Wednesday, September 9, 2009

Fake Blogs Serve Rogue Malware

eSoft’s Threat Prevention Team has uncovered a massive amount of recently exploited websites, all redirecting to Rogue AV malware.

At the time of writing, Google shows over 720,000 compromised URLs.  According to VirusTotal [http://www.virustotal.com/analisis/23c06523d4b5cf2c9e853bb5e7a20916e5246e81a17a39b9aad3f2f86056defd-1252440943], only two of forty-one anti-virus companies are currently detecting the malware. 

Credit also goes to Edgar (http://edetools.blogspot.com) who independently discovered and blogged about this same threat.

The compromised sites frequently contain fake blogs on the topics of entertainment and celebrities such as Britney Spears (see screenshot).

hxxp://aljassmy.com/music/html/bmblog/britney-spears-chocho-a-lo-locco/.


Upon visiting the site, an obfuscated javascript file redirects the visitor to the one of several sites that host the malware payload.  Multiple redirect domains are being used to further obfuscate the final destination and all of these are currently flagged as malicious by eSoft (most have been set to malicious for over a week).

Unprotected users will see a pop up window that performs a fake system scan.
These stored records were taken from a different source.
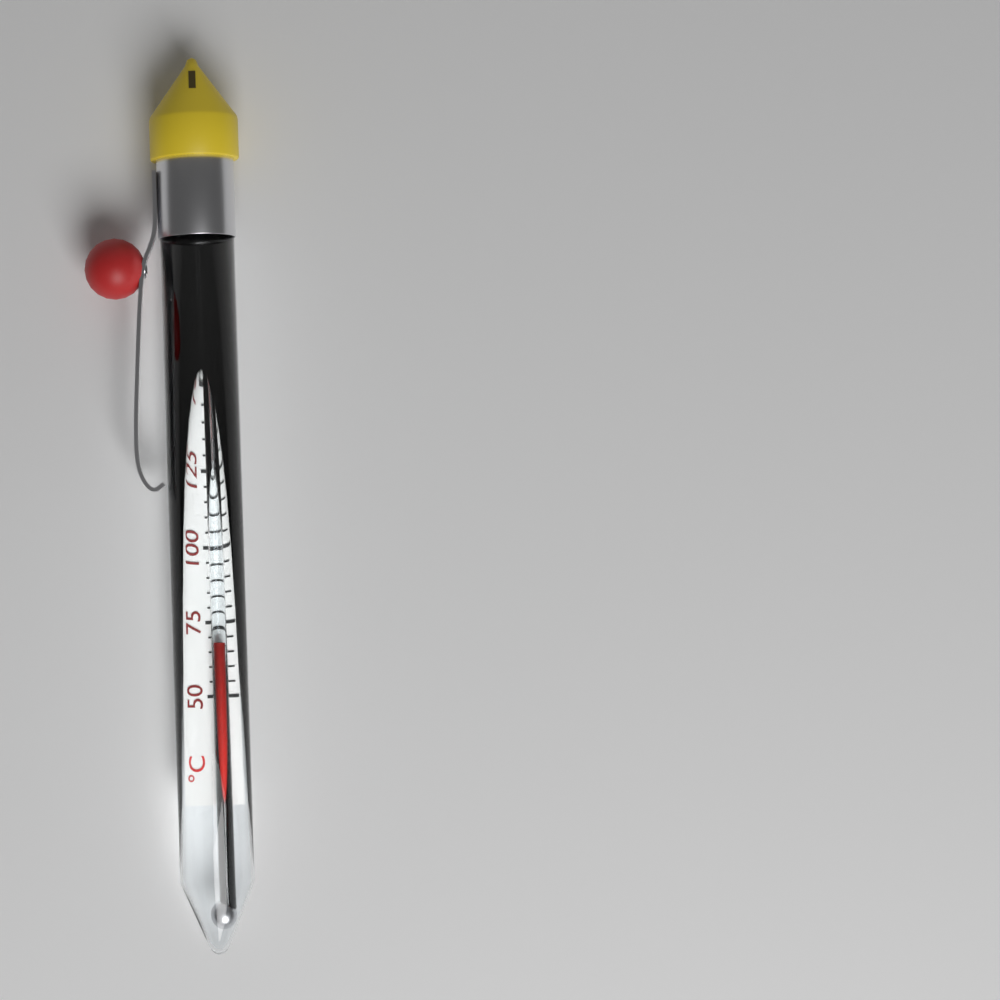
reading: 70 °C
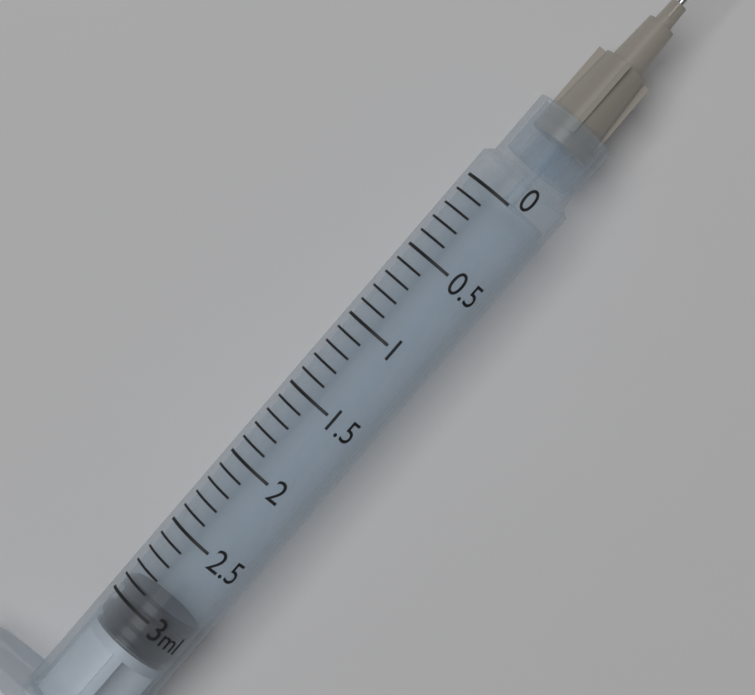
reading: 2.9 ml
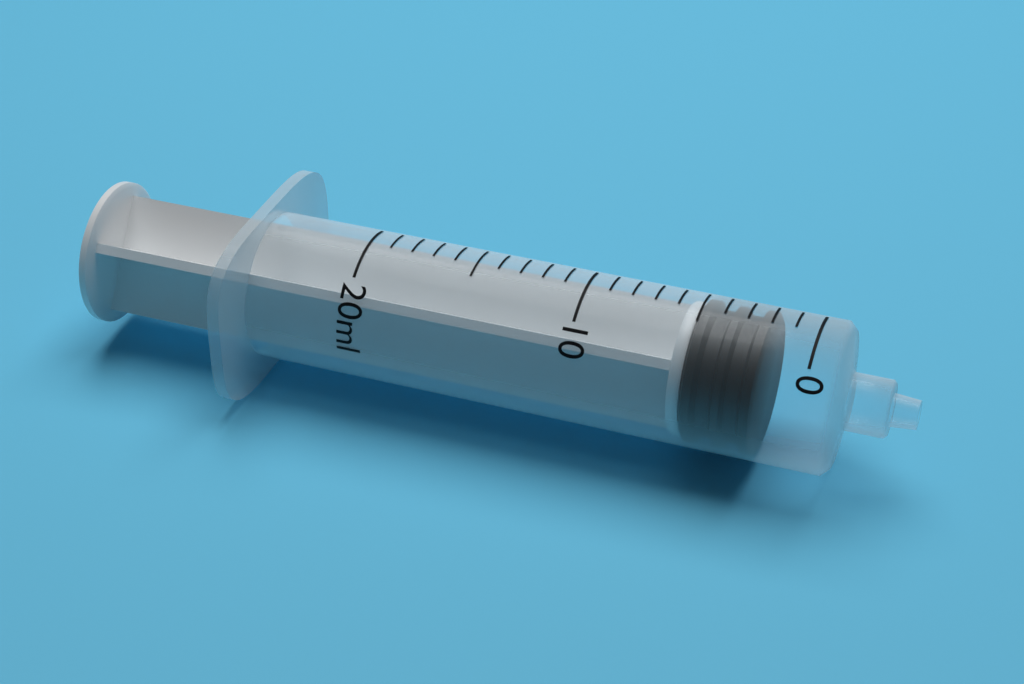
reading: 2 ml
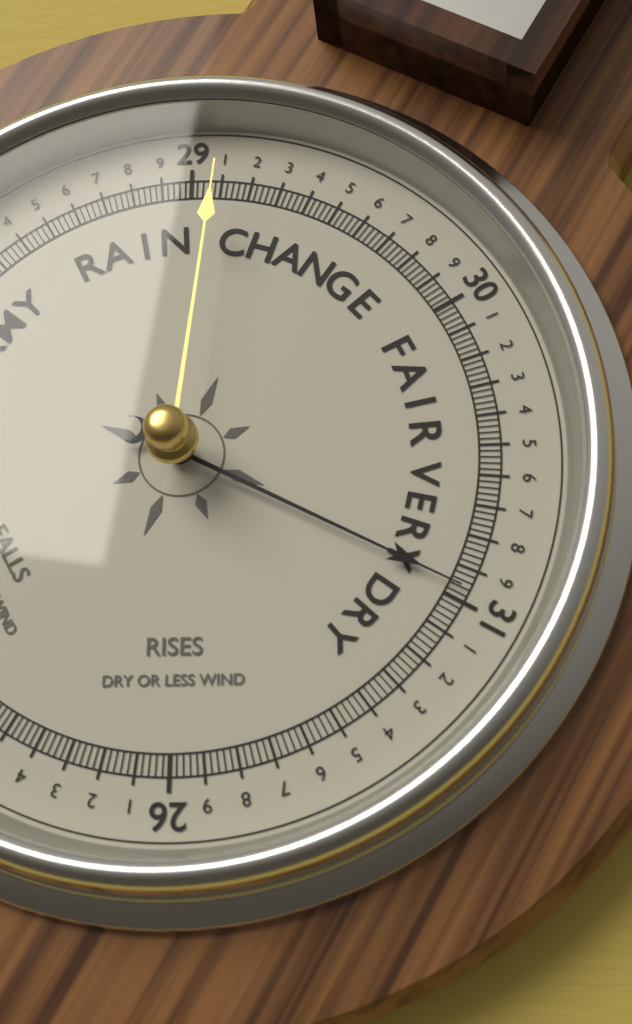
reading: 30.96 (no unit)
The user is then notified that they are infected with several threats and prompts to download the supposed cure, which is in fact the malware.  This scheme is all too common and eSoft’s Threat Prevention Team has been detecting a dramatic increase in this scam through August.  This latest appears to be the most widespread to date. 


The malware payloads change often and anti-virus detection is lagging behind.  eSoft recommends multiple layers of anti-virus at the desktop and gateway in combination with secure web filtering. A secure web filter protects users by blocking the malware distribution points even as the malware changes to evade anti-virus detection.

2 comments:

Edgar Bangkok said...

Many thanks for mentioning my blog in the post

Edgar from Bangkok

http://edetools.blogspot.com/

Anonymous said...

I actually got had by one of these recently. I saw the pop-up and clicked it to close it, but that very click was what infected me. People need to realize that clicking anywhere on these is like inviting the malware onto your system. If you find yourself on one of these sites and the pop-up is there, just go to your task manager (ctrl-shift-esc) and shit firefox down - that's your best bet.